Comprehensive risk data: The new gold

06 Apr 2022

By: Andrew McPherson and Craig Sydney, PwC Australia


It’s difficult for leaders to make well-informed decisions without an organisation-wide understanding of their risk and control environment. But gaining this view is extremely difficult when risk and regulatory information is distributed across the organisation. Use of speciality solutions is growing, creating more and more pockets of disparate data. Organisations now have systems focused on privacy; environmental, social and governance reporting; safety; cybersecurity; third-party risk; reputational risk; and more. 

The predominance of niche systems is reflective of the business taking greater ownership of risk, which is both good and necessary: as risks grow in impact and interconnectedness, it takes the entire organisation to manage them. This can, however, lead to risk data being fragmented, misaligned and scattered in organisational silos, which prevents leaders from gaining a necessary panoramic view of the risk landscape they need to act boldly and purposefully. 

So, what’s the best way to get full visibility into the most critical risks? Consolidating risk management into one single, organisation-wide governance, risk and compliance (GRC) system or integrated risk management solution is not necessarily the only answer. In most cases, the value of a GRC system is derived from its degree of data integration and aggregation, more than the technology itself. That does not mean that all risk data needs to be consolidated, nor that data has to be interfaced on a constant basis.

Indeed, most organisations have multiple enterprise systems, such as SAP, Salesforce, Workday and ServiceNow. These technology providers are building access controls, compliance processes and risk indicators into their applications. Doing so rules out a single, centralised risk and controls management system. Further, many of today’s GRC systems are designed for risk specialists, whereas other specialised enterprise systems have a more contemporary user interface, intelligent and sophisticated functionality, and are better aligned to managing the specific problem they are trying to solve; to really engage the organisation in managing and owning risk, GRC systems would need to be much easier and more intuitive to use. Additionally, some GRC technology providers are aggressively moving to redefine the user experience as well as expand the scope of risks they cover. Whether they can catch up, and then stay ahead, is uncertain, given the evolving risk landscape. Finally, in the majority of situations, if an organisation wanted to go to a single system approach, it might simply be too onerous, particularly given the bespoke development required to satisfy complex requirements.  


A risk management renaissance powered by data 

Given the associated hurdles, the centralisation of end-to-end operational risk and controls management may not be feasible or appropriate for many organisations. Instead, the best solution may lie in how the enterprise gathers, aggregates, aligns and maximises the use of all risk data at its disposal. For example, cyber, fraud and anti–money laundering teams are traditionally siloed within an organisation, but attackers can exploit cyber weaknesses by designing custom malware to bypass network controls. These attackers then spot gaps in fraud controls to gain unauthorised access to applications and user IDs; set up fraudulent bank accounts to receive and transfer the stolen funds; and launder the stolen money. This kind of attack crosses silos. Though difficult to achieve, the collective intelligence residing in these silos could be brought together through a fusion centre. In such a case, would the organisation better defend against perpetrators trying to exploit weaknesses across these areas? 

Consider a large retailer that PwC works with. It has 20 enterprise systems to manage specific risk areas such as third-party risk, store audit, privacy and resilience. The company is implementing a GRC solution not to replace these specialised systems with one centralised risk and controls management system, but as a platform to consolidate risk data, perform better risk analytics and glean better organisation-wide risk intelligence. It has designed its interfaces so that when an incident reaches Tier 1, it enters into the core GRC system. Integration for integration’s sake—or data for data’s sake—won’t provide value. It’s about having real-time, relevant information on material events. Underpinning all of this is a clear and common understanding of which risks are most important to the business, and what the organisation’s appetite is for those risks.

In a fast-moving, uncertain and unpredictable risk environment, the use of technology to detect, prevent and mitigate risk is essential—for intelligence gathering, analysis, continuous monitoring and efficiency. In many cases, the systems in which risk information is contained are not broken, but few risks can be managed and mitigated in isolated silos. A method to effectively consolidate organisation-wide risk data is necessary. In fact, the value of such data is like gold. Solving the consolidation challenge will support engaging the entire organisation in managing risk and providing an organisation-wide view of the risk landscape. It will also enable a level of intelligence and oversight on which leadership and regulators can depend.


◆ TASK GOAL
Set down the full listing exactly as given. Any pictures are to be left out.

◆ SUPPLIED DATA
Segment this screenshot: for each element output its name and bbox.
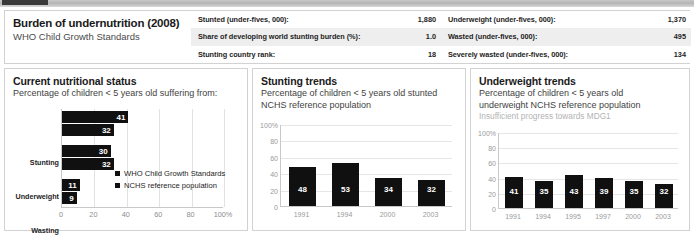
vbar-y-tick: 60 [488, 160, 496, 167]
vbar-x-tick: 1997 [595, 213, 611, 220]
stat-label: Stunting country rank: [198, 50, 428, 59]
hbar-category-label: Wasting [5, 226, 59, 235]
hbar-value-label: 11 [68, 181, 79, 190]
hbar-bar: 9 [62, 192, 77, 204]
stat-value: 495 [674, 32, 686, 41]
vbar-y-tick: 0 [492, 206, 496, 213]
panel-mid-subtitle-2: NCHS reference population [261, 100, 465, 111]
vbar-bar: 32 [418, 180, 445, 206]
panel-underweight-trends: Underweight trends Percentage of childre… [470, 68, 690, 231]
vbar-y-tick: 20 [488, 190, 496, 197]
burden-stats-table: Stunted (under-fives, 000):1,880Share of… [191, 11, 691, 63]
panel-right-subtitle: Percentage of children < 5 years old [479, 88, 689, 99]
vbar-x-tick: 1991 [505, 213, 521, 220]
vbar-gridline [281, 141, 452, 142]
vbar-bar: 32 [655, 184, 673, 208]
window-tab[interactable] [2, 0, 48, 5]
panel-left-subtitle: Percentage of children < 5 years old suf… [13, 88, 247, 99]
panel-stunting-trends: Stunting trends Percentage of children <… [252, 68, 466, 231]
vbar-value-label: 35 [540, 187, 549, 208]
vbar-x-tick: 2000 [380, 211, 396, 218]
stat-row: Severely wasted (under-fives, 000):134 [441, 46, 691, 63]
vbar-y-tick: 80 [488, 145, 496, 152]
hbar-x-tick: 0 [59, 210, 63, 219]
legend-item: WHO Child Growth Standards [115, 169, 225, 178]
vbar-gridline [499, 163, 678, 164]
hbar-x-tick: 20 [89, 210, 97, 219]
vbar-x-tick: 1991 [294, 211, 310, 218]
vbar-value-label: 32 [660, 187, 669, 208]
vbar-x-tick: 1994 [535, 213, 551, 220]
page-title: Burden of undernutrition (2008) [13, 17, 183, 30]
legend-item: NCHS reference population [115, 181, 225, 190]
hbar-bar: 32 [62, 124, 114, 136]
vbar-value-label: 35 [630, 187, 639, 208]
vbar-y-tick: 40 [270, 171, 278, 178]
header-title-block: Burden of undernutrition (2008) WHO Chil… [5, 11, 191, 63]
stat-label: Wasted (under-fives, 000): [448, 32, 674, 41]
vbar-y-tick: 100% [260, 122, 278, 129]
vbar-value-label: 41 [510, 187, 519, 208]
vbar-plot-area: 100%80604020048533432 [280, 125, 452, 207]
vbar-y-tick: 100% [478, 130, 496, 137]
mdg1-progress-note: Insufficient progress towards MDG1 [479, 111, 689, 121]
underweight-trends-chart: 199119941995199720002003100%806040200413… [471, 131, 689, 229]
stats-column-right: Underweight (under-fives, 000):1,370Wast… [441, 11, 691, 63]
vbar-gridline [281, 125, 452, 126]
stat-label: Severely wasted (under-fives, 000): [448, 50, 674, 59]
stat-label: Share of developing world stunting burde… [198, 32, 426, 41]
vbar-x-tick: 2003 [423, 211, 439, 218]
hbar-group: 3032 [62, 145, 224, 171]
vbar-gridline [499, 133, 678, 134]
vbar-gridline [499, 179, 678, 180]
burden-header-card: Burden of undernutrition (2008) WHO Chil… [4, 10, 690, 64]
horizontal-bar-chart: 41323032119 020406080100% WHO Child Grow… [5, 107, 249, 229]
vbar-bar: 34 [375, 178, 402, 206]
hbar-x-tick: 80 [187, 210, 195, 219]
stat-row: Share of developing world stunting burde… [191, 28, 441, 45]
hbar-x-tick: 100% [214, 210, 233, 219]
vbar-bar: 43 [565, 175, 583, 208]
vbar-y-tick: 80 [270, 138, 278, 145]
vbar-gridline [499, 148, 678, 149]
legend-swatch-icon [115, 183, 120, 188]
page-subtitle: WHO Child Growth Standards [13, 31, 183, 43]
vbar-value-label: 39 [600, 187, 609, 208]
vbar-value-label: 43 [570, 187, 579, 208]
stat-value: 1,370 [668, 15, 686, 24]
hbar-x-tick: 40 [122, 210, 130, 219]
stats-column-left: Stunted (under-fives, 000):1,880Share of… [191, 11, 441, 63]
stat-label: Stunted (under-fives, 000): [198, 15, 418, 24]
hbar-category-label: Underweight [5, 192, 59, 201]
vbar-x-tick: 1995 [565, 213, 581, 220]
hbar-x-axis-ticks: 020406080100% [61, 210, 223, 224]
hbar-bar: 32 [62, 158, 114, 170]
hbar-value-label: 32 [102, 126, 114, 135]
chart-legend: WHO Child Growth StandardsNCHS reference… [115, 169, 225, 193]
stat-row: Stunted (under-fives, 000):1,880 [191, 11, 441, 28]
vbar-x-tick: 1994 [337, 211, 353, 218]
stat-row: Stunting country rank:18 [191, 46, 441, 63]
legend-label: NCHS reference population [124, 181, 217, 190]
panel-current-nutritional-status: Current nutritional status Percentage of… [4, 68, 248, 231]
stat-row: Wasted (under-fives, 000):495 [441, 28, 691, 45]
hbar-x-tick: 60 [154, 210, 162, 219]
panel-mid-subtitle: Percentage of children < 5 years old stu… [261, 88, 465, 99]
hbar-bar: 11 [62, 179, 80, 191]
vbar-y-tick: 0 [274, 204, 278, 211]
legend-label: WHO Child Growth Standards [124, 169, 225, 178]
vbar-bar: 53 [332, 163, 359, 206]
vbar-bar: 35 [625, 181, 643, 208]
vbar-y-tick: 20 [270, 187, 278, 194]
hbar-value-label: 32 [102, 160, 114, 169]
vbar-plot-area: 100%806040200413543393532 [498, 133, 678, 209]
hbar-bar: 30 [62, 145, 111, 157]
legend-swatch-icon [115, 171, 120, 176]
panel-right-title: Underweight trends [479, 75, 689, 87]
stat-value: 18 [428, 50, 436, 59]
vbar-bar: 48 [289, 167, 316, 206]
vbar-x-tick: 2000 [625, 213, 641, 220]
panel-left-title: Current nutritional status [13, 75, 247, 87]
hbar-category-label: Stunting [5, 158, 59, 167]
panel-mid-title: Stunting trends [261, 75, 465, 87]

◆ OUTPUT OF THE EXERCISE
Segment this screenshot: for each element output its name and bbox.
vbar-y-tick: 60 [488, 160, 496, 167]
vbar-x-tick: 1997 [595, 213, 611, 220]
stat-label: Stunting country rank: [198, 50, 428, 59]
hbar-category-label: Wasting [5, 226, 59, 235]
hbar-value-label: 11 [68, 181, 79, 190]
hbar-bar: 9 [62, 192, 77, 204]
stat-value: 495 [674, 32, 686, 41]
vbar-y-tick: 0 [492, 206, 496, 213]
panel-mid-subtitle-2: NCHS reference population [261, 100, 465, 111]
vbar-bar: 32 [418, 180, 445, 206]
panel-underweight-trends: Underweight trends Percentage of childre… [470, 68, 690, 231]
vbar-y-tick: 20 [488, 190, 496, 197]
burden-stats-table: Stunted (under-fives, 000):1,880Share of… [191, 11, 691, 63]
panel-right-subtitle: Percentage of children < 5 years old [479, 88, 689, 99]
vbar-x-tick: 1991 [505, 213, 521, 220]
vbar-gridline [281, 141, 452, 142]
vbar-bar: 32 [655, 184, 673, 208]
window-tab[interactable] [2, 0, 48, 5]
panel-left-subtitle: Percentage of children < 5 years old suf… [13, 88, 247, 99]
panel-stunting-trends: Stunting trends Percentage of children <… [252, 68, 466, 231]
vbar-value-label: 35 [540, 187, 549, 208]
vbar-x-tick: 2000 [380, 211, 396, 218]
stat-row: Severely wasted (under-fives, 000):134 [441, 46, 691, 63]
vbar-y-tick: 80 [488, 145, 496, 152]
hbar-x-tick: 0 [59, 210, 63, 219]
legend-item: WHO Child Growth Standards [115, 169, 225, 178]
vbar-gridline [499, 163, 678, 164]
hbar-x-tick: 20 [89, 210, 97, 219]
vbar-x-tick: 1991 [294, 211, 310, 218]
vbar-value-label: 32 [660, 187, 669, 208]
vbar-x-tick: 1994 [535, 213, 551, 220]
page-title: Burden of undernutrition (2008) [13, 17, 183, 30]
legend-item: NCHS reference population [115, 181, 225, 190]
hbar-bar: 32 [62, 124, 114, 136]
vbar-value-label: 35 [630, 187, 639, 208]
vbar-y-tick: 40 [270, 171, 278, 178]
header-title-block: Burden of undernutrition (2008) WHO Chil… [5, 11, 191, 63]
stat-label: Wasted (under-fives, 000): [448, 32, 674, 41]
vbar-y-tick: 100% [260, 122, 278, 129]
vbar-value-label: 41 [510, 187, 519, 208]
vbar-plot-area: 100%80604020048533432 [280, 125, 452, 207]
vbar-y-tick: 100% [478, 130, 496, 137]
mdg1-progress-note: Insufficient progress towards MDG1 [479, 111, 689, 121]
underweight-trends-chart: 199119941995199720002003100%806040200413… [471, 131, 689, 229]
stats-column-right: Underweight (under-fives, 000):1,370Wast… [441, 11, 691, 63]
vbar-gridline [281, 125, 452, 126]
stat-label: Severely wasted (under-fives, 000): [448, 50, 674, 59]
stat-label: Share of developing world stunting burde… [198, 32, 426, 41]
vbar-x-tick: 2003 [423, 211, 439, 218]
hbar-group: 3032 [62, 145, 224, 171]
vbar-gridline [499, 133, 678, 134]
vbar-gridline [499, 179, 678, 180]
burden-header-card: Burden of undernutrition (2008) WHO Chil… [4, 10, 690, 64]
horizontal-bar-chart: 41323032119 020406080100% WHO Child Grow… [5, 107, 249, 229]
vbar-bar: 34 [375, 178, 402, 206]
hbar-x-tick: 80 [187, 210, 195, 219]
stat-row: Share of developing world stunting burde… [191, 28, 441, 45]
hbar-x-tick: 100% [214, 210, 233, 219]
vbar-bar: 43 [565, 175, 583, 208]
vbar-y-tick: 80 [270, 138, 278, 145]
vbar-gridline [499, 148, 678, 149]
legend-swatch-icon [115, 183, 120, 188]
page-subtitle: WHO Child Growth Standards [13, 31, 183, 43]
vbar-value-label: 39 [600, 187, 609, 208]
vbar-value-label: 43 [570, 187, 579, 208]
stat-value: 1,370 [668, 15, 686, 24]
hbar-x-tick: 40 [122, 210, 130, 219]
stats-column-left: Stunted (under-fives, 000):1,880Share of… [191, 11, 441, 63]
stat-label: Stunted (under-fives, 000): [198, 15, 418, 24]
hbar-category-label: Underweight [5, 192, 59, 201]
vbar-x-tick: 1995 [565, 213, 581, 220]
hbar-x-axis-ticks: 020406080100% [61, 210, 223, 224]
hbar-bar: 32 [62, 158, 114, 170]
hbar-value-label: 32 [102, 126, 114, 135]
chart-legend: WHO Child Growth StandardsNCHS reference… [115, 169, 225, 193]
stat-row: Stunted (under-fives, 000):1,880 [191, 11, 441, 28]
vbar-x-tick: 1994 [337, 211, 353, 218]
stat-row: Stunting country rank:18 [191, 46, 441, 63]
legend-label: NCHS reference population [124, 181, 217, 190]
panel-current-nutritional-status: Current nutritional status Percentage of… [4, 68, 248, 231]
stat-row: Wasted (under-fives, 000):495 [441, 28, 691, 45]
hbar-x-tick: 60 [154, 210, 162, 219]
panel-mid-subtitle: Percentage of children < 5 years old stu… [261, 88, 465, 99]
hbar-bar: 11 [62, 179, 80, 191]
vbar-y-tick: 0 [274, 204, 278, 211]
legend-label: WHO Child Growth Standards [124, 169, 225, 178]
vbar-bar: 53 [332, 163, 359, 206]
vbar-bar: 35 [625, 181, 643, 208]
vbar-y-tick: 20 [270, 187, 278, 194]
hbar-value-label: 32 [102, 160, 114, 169]
vbar-plot-area: 100%806040200413543393532 [498, 133, 678, 209]
hbar-bar: 30 [62, 145, 111, 157]
legend-swatch-icon [115, 171, 120, 176]
panel-right-title: Underweight trends [479, 75, 689, 87]
stat-value: 18 [428, 50, 436, 59]
vbar-bar: 48 [289, 167, 316, 206]
vbar-x-tick: 2000 [625, 213, 641, 220]
panel-left-title: Current nutritional status [13, 75, 247, 87]
hbar-category-label: Stunting [5, 158, 59, 167]
panel-mid-title: Stunting trends [261, 75, 465, 87]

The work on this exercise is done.